Polls do not take the electoral threshold (currently 3.25%) into account in a uniform fashion. Some polls reported the number of seats each party would win purely according to the percentages, as though there were no threshold; others eliminated parties that polled below the threshold and distributed the 120 available Knesset seats only among those who passed it. As a result, parties that polled at or near the threshold can show inconsistent results, bouncing between 0 and the minimum 3 or 4 seats. Polls may not add up to 120 seats due to rounding or omitted parties that drop out or do not poll consistently.

Graphs

These graphs show the polling trends from the time Knesset candidate lists were finalized on 21 February, until the day of the election. No polls were published from Friday before the election until the election date.

If more than one poll was conducted on the same day, the graphs show the average of the polls for that date.

Blocs

Legend

Note: Political blocs do not necessarily determine the exact makeup of post-election coalitions.

Parties

Polls

Poll results are listed in the table below in reverse chronological order, showing the most recent first. The highest figure in each survey is displayed in bold, and the background shaded in the leading party's colour. In the instance that there is a tie, then both figures are shaded. Parties that fall below the threshold are denoted by the percentage of votes that they received (N%) instead of the seats they would have gotten. When a poll has no information on a certain party, that party is instead marked by a dash (–).

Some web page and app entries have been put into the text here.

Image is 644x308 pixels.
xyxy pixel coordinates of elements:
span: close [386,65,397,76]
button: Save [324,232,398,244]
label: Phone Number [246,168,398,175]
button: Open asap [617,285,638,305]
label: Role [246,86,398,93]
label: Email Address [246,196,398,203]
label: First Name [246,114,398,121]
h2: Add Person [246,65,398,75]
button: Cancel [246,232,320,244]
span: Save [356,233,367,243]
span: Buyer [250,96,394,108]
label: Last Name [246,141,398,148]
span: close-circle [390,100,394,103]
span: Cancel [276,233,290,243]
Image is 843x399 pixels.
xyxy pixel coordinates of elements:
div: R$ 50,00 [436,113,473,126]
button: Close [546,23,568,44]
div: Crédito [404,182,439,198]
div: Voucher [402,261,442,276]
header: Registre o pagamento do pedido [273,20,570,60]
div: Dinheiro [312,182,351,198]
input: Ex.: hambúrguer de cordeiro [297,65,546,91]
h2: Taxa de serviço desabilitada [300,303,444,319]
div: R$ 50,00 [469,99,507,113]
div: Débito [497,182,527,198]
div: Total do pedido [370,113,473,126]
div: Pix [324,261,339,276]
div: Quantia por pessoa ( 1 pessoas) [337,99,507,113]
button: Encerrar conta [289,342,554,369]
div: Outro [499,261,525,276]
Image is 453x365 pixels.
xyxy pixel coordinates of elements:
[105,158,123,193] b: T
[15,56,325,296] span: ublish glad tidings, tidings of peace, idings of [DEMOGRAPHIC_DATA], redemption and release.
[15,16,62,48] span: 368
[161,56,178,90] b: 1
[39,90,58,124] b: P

These tables list the polls published from the time that Yisrael Beiteinu left the government coalition in mid-November 2018, until election day.

Legend

Note: Political blocs do not necessarily determine the exact makeup of post-election coalitions.

Student polls

This table lists polls answered by Israeli college and university students.

20th Knesset

This table lists the polls published from the beginning of the 20th Knesset to the time that Yisrael Beiteinu left the government coalition in mid-November 2018.

Legend:

Scenario polls

If Netanyahu is indicted

Gideon Sa'ar leads Likud

Mergers

Multiple polls were published about hypothetical mergers, some of which eventually materialized during the pre-campaign, such as Gantz, Ya'alon, Ashkenazi and Lapid (Blue and White), or Jewish Home, Tkuma and Otzma Yehudit (Union of the Right-Wing Parties).

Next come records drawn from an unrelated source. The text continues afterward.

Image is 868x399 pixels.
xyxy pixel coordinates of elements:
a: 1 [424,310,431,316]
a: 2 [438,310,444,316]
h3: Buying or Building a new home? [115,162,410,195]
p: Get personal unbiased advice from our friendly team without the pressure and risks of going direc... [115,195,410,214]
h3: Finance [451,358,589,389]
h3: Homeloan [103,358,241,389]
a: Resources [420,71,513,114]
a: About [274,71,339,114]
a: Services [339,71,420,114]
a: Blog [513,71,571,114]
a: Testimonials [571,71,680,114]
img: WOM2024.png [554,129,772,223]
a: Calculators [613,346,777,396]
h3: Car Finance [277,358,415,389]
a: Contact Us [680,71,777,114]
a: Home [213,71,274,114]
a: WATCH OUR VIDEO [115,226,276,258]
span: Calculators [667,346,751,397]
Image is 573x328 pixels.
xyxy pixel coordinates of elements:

Likud and Yisrael Beiteinu
Hosen with Telem (Moshe Ya'alon)
Hosen with Hatnuah (Tzipi Livni)
Hosen with Yesh Atid (Yair Lapid)
Hosen with the Zionist Union
Hosen with Yesh Atid and Labor
Hosen with Yesh Atid and Gabi Ashkenazi
Hosen with Yesh Atid, Labor, Telem, Hatnua, Ashkenazi, Barak
Hosen with Kulanu and Gabi Ashkenazi
Union of right-wing parties
Haredim
Yesh Atid and Hatnuah
Labor and Meretz
Multiple mergers: Labor and Meretz, Hosen with Yesh Atid and Gabi Ashkenazi, Jewish Home and Tkuma

Preferred prime minister polls

Some opinion pollsters have asked voters which party leader they would prefer as Prime Minister. Their responses are given as percentages in the tables below.